I don't know - GDP has a few counter intuitive cases.

One example is when the same stuff gets more expensive. If I have something, like a loaf of bread, a house, a smartphone all of them the exact same get more expensive, GDP increases if demand doesn't change (let's say because its inflexible).

You could argue this is due to some increased foreign demand for said product and the price increase legit represents increased economic output.

But in the case of tariffs for example, we know that's not the case - stuff became more expensive because of levied taxes. No new stuff got produced, no foreigners are buying up this stuff, demand likely decreased for said product, yet the GDP contribution increased.
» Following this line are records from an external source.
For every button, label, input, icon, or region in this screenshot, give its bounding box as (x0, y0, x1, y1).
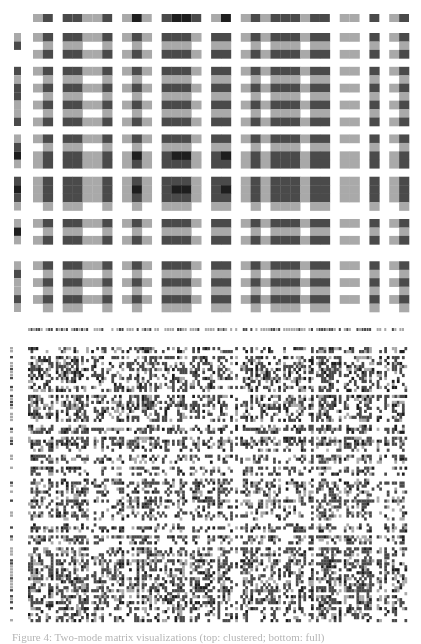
matrix-cell (258, 499, 261, 502)
matrix-cell (56, 529, 59, 532)
matrix-cell (301, 356, 304, 359)
column-marginal-cell (364, 328, 366, 331)
matrix-cell (162, 556, 165, 559)
matrix-cell (218, 455, 221, 458)
matrix-cell (73, 143, 83, 152)
matrix-cell (195, 416, 198, 419)
matrix-cell (293, 482, 296, 485)
matrix-cell (195, 583, 198, 586)
matrix-cell (235, 619, 238, 622)
matrix-cell (177, 610, 180, 613)
matrix-cell (250, 601, 253, 604)
matrix-cell (182, 362, 185, 365)
matrix-cell (321, 511, 324, 514)
matrix-cell (68, 380, 71, 383)
matrix-cell (164, 362, 167, 365)
matrix-cell (300, 185, 310, 194)
matrix-cell (331, 365, 334, 368)
column-marginal-cell (329, 328, 331, 331)
matrix-cell (197, 383, 200, 386)
matrix-cell (311, 616, 314, 619)
matrix-cell (41, 601, 44, 604)
column-marginal-cell (191, 14, 201, 22)
matrix-cell (263, 431, 266, 434)
matrix-cell (399, 401, 402, 404)
matrix-cell (149, 398, 152, 401)
matrix-cell (402, 431, 405, 434)
matrix-cell (137, 350, 140, 353)
matrix-cell (235, 458, 238, 461)
matrix-cell (167, 482, 170, 485)
matrix-cell (296, 490, 299, 493)
matrix-cell (283, 362, 286, 365)
matrix-cell (300, 219, 310, 228)
matrix-cell (157, 490, 160, 493)
matrix-cell (278, 410, 281, 413)
matrix-cell (192, 499, 195, 502)
matrix-cell (169, 401, 172, 404)
matrix-cell (225, 589, 228, 592)
matrix-cell (356, 395, 359, 398)
matrix-cell (207, 502, 210, 505)
matrix-cell (324, 428, 327, 431)
matrix-cell (311, 595, 314, 598)
matrix-cell (377, 577, 380, 580)
matrix-cell (392, 386, 395, 389)
matrix-cell (111, 583, 114, 586)
matrix-cell (250, 389, 253, 392)
matrix-cell (329, 547, 332, 550)
matrix-cell (33, 538, 36, 541)
matrix-cell (288, 574, 291, 577)
matrix-cell (31, 574, 34, 577)
matrix-cell (157, 574, 160, 577)
matrix-cell (349, 395, 352, 398)
matrix-cell (76, 371, 79, 374)
row-marginal-cell (10, 419, 13, 421)
matrix-cell (218, 490, 221, 493)
matrix-cell (321, 362, 324, 365)
matrix-cell (235, 386, 238, 389)
matrix-cell (191, 219, 201, 228)
matrix-cell (283, 586, 286, 589)
matrix-cell (223, 419, 226, 422)
matrix-cell (402, 490, 405, 493)
matrix-cell (202, 416, 205, 419)
matrix-cell (293, 425, 296, 428)
matrix-cell (344, 350, 347, 353)
matrix-cell (364, 568, 367, 571)
matrix-cell (129, 410, 132, 413)
matrix-cell (334, 440, 337, 443)
matrix-cell (311, 443, 314, 446)
matrix-cell (301, 485, 304, 488)
matrix-cell (225, 404, 228, 407)
matrix-cell (43, 490, 46, 493)
matrix-cell (154, 598, 157, 601)
matrix-cell (132, 404, 135, 407)
matrix-cell (402, 482, 405, 485)
matrix-cell (301, 473, 304, 476)
matrix-cell (180, 616, 183, 619)
matrix-cell (392, 535, 395, 538)
matrix-cell (278, 568, 281, 571)
matrix-cell (48, 380, 51, 383)
matrix-cell (321, 487, 324, 490)
matrix-cell (157, 377, 160, 380)
matrix-cell (63, 350, 66, 353)
matrix-cell (43, 595, 46, 598)
matrix-cell (142, 568, 145, 571)
matrix-cell (290, 227, 300, 236)
matrix-cell (243, 416, 246, 419)
matrix-cell (84, 485, 87, 488)
matrix-cell (278, 407, 281, 410)
matrix-cell (86, 437, 89, 440)
matrix-cell (392, 547, 395, 550)
matrix-cell (36, 574, 39, 577)
matrix-cell (81, 601, 84, 604)
matrix-cell (101, 410, 104, 413)
row-marginal-cell (14, 219, 21, 227)
matrix-cell (121, 356, 124, 359)
column-marginal-cell (172, 328, 174, 331)
matrix-cell (33, 118, 43, 127)
matrix-cell (271, 416, 274, 419)
matrix-cell (225, 559, 228, 562)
Another very typical example are things with inflexible supply, such as housing, where due to the increased volume of money, the exact same house now costs more. But since transactions still happen, that means the economy got better, right?

epolanskilast Friday at 10:30 AM

The Eurozone isn't a failure at all, and as a Polish person it annoys me that we have zloty and not Euro, it's very inconvenient when trying to do business beyond polish borders. It impacts me every month and creates quite some bureaucracy.

In any case where the European union keeps failing is that it keeps not focusing on creating as many common rules and regulations across the EU, so, yet again, scaling your french business beyond your borders, or bulgarian one, is always very difficult.

Most countries in Europe are ridden by pointless nationalism on so many matters when our biggest issue is creating a strong internal market in Europe, but our biggest economies are still manufacturing and exporting ones, with little focus on the strengthening of our internal markets.

tonyedgecombelast Friday at 9:15 AM

GDP growth figures are adjusted for inflation.

watwutlast Friday at 7:52 AM

US looks everything except being "less fucked" as eurozone. It is actively self destructing while mounting debt while, true, trying to destruct everyone else.